LDS Audit

Joseph Smith's Backdated Prophecies w/ Radio Free Mormon | Ep. 1730 | LDS Discussions Ep. 35

Joseph Smith’s claims to prophetic authority rest heavily on the idea that he could foresee events before they happened. Yet when historians examine the timeline of his revelations, the pattern that emerges looks less like prediction and more like retrofitting. The most striking example appears in the Book of Mormon itself, where an ancient prophet seems to describe with uncanny precision the 1828 meeting between Martin Harris and Columbia University professor Charles Anthon. The problem, according to biblical scholars and historians, is that this Joseph Smith backdated prophecy bears all the hallmarks of a text written after the fact.

What Backdating Looks Like in Religious Texts

Biblical scholars have long recognized a literary device called vaticinium ex eventu, or prophecy after the event. The Book of Daniel offers the clearest template. Chapter 11 presents what appears to be sweeping predictions about royal succession from the sixth century BCE through the second century, complete with specific military campaigns and political alliances. The details remain accurate until suddenly, around verse 40, the precision collapses into vague generalities that never materialize. This sudden shift suggests the author was writing during the Maccabean period, recounting history they knew while guessing about a future they did not.

Joseph Smith operated within this same tradition, though he claimed his texts were ancient. In the Mormon Stories Podcast episode examining these issues, Radio Free Mormon and host John Dehlin outline how Smith adapted biblical passages to match his contemporary circumstances.

The Anthon Visit and Isaiah 29

The centerpiece of Smith’s backdated prophecy involves Isaiah 29, which speaks of a "sealed book" that learned men cannot read but which an unlearned man will deliver. Smith embedded an expanded version of this passage into 2 Nephi 27, adding specific details about the book being delivered to a learned man who would declare he cannot read it because it is sealed, followed by the book being delivered to one who is not learned.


Work item: Lines before the one containing "What region does food occupy?" are left out; return that line and every line after it exactly, through the end of the data below.

Available data:
-.-.-

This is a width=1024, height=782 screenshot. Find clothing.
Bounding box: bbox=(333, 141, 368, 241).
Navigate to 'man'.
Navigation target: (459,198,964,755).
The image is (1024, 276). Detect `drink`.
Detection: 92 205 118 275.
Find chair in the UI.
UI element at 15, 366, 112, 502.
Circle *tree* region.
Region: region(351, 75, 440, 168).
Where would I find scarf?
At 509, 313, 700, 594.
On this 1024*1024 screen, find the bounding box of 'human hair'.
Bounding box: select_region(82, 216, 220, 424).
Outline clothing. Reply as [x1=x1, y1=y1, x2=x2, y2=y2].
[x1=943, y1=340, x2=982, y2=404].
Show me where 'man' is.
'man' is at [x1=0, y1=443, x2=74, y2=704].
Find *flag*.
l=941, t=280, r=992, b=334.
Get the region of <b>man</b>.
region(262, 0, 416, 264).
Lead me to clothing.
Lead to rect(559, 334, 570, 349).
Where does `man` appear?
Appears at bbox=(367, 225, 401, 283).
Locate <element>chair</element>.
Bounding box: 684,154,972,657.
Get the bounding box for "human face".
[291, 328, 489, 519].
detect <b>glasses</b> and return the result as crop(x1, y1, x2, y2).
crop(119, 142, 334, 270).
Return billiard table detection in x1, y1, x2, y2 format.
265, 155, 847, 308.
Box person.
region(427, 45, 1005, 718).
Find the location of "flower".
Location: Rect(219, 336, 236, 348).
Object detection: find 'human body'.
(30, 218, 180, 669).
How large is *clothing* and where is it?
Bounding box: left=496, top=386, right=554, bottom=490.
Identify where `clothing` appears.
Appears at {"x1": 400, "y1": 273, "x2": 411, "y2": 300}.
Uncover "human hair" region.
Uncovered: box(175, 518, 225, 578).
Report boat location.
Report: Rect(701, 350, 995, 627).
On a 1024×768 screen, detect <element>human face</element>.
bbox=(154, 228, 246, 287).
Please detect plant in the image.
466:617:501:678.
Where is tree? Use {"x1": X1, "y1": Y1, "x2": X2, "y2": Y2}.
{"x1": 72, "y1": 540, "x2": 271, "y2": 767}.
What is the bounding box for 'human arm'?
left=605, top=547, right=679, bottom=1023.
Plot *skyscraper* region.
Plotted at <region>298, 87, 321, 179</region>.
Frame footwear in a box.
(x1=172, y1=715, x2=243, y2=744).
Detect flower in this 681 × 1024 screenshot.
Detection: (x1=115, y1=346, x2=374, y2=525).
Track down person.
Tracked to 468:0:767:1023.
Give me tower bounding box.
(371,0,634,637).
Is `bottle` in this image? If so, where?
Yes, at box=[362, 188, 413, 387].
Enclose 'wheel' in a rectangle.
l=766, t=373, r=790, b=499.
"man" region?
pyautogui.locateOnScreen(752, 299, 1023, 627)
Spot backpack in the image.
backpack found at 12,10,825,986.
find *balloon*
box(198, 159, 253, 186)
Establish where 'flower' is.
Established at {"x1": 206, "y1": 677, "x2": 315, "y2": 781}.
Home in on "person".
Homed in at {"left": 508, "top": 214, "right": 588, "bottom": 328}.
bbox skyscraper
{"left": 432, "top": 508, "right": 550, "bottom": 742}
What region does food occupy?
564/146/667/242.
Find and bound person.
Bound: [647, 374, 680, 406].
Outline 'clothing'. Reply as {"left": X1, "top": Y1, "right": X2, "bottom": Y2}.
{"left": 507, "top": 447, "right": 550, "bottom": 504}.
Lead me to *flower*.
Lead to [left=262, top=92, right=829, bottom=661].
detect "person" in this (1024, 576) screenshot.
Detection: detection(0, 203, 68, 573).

-.-.-

Response box:
What region does food occupy?
564/146/667/242.
Find and bound person.
Bound: [647, 374, 680, 406].
Outline 'clothing'. Reply as {"left": X1, "top": Y1, "right": X2, "bottom": Y2}.
{"left": 507, "top": 447, "right": 550, "bottom": 504}.
Lead me to *flower*.
Lead to [left=262, top=92, right=829, bottom=661].
detect "person" in this (1024, 576) screenshot.
Detection: detection(0, 203, 68, 573).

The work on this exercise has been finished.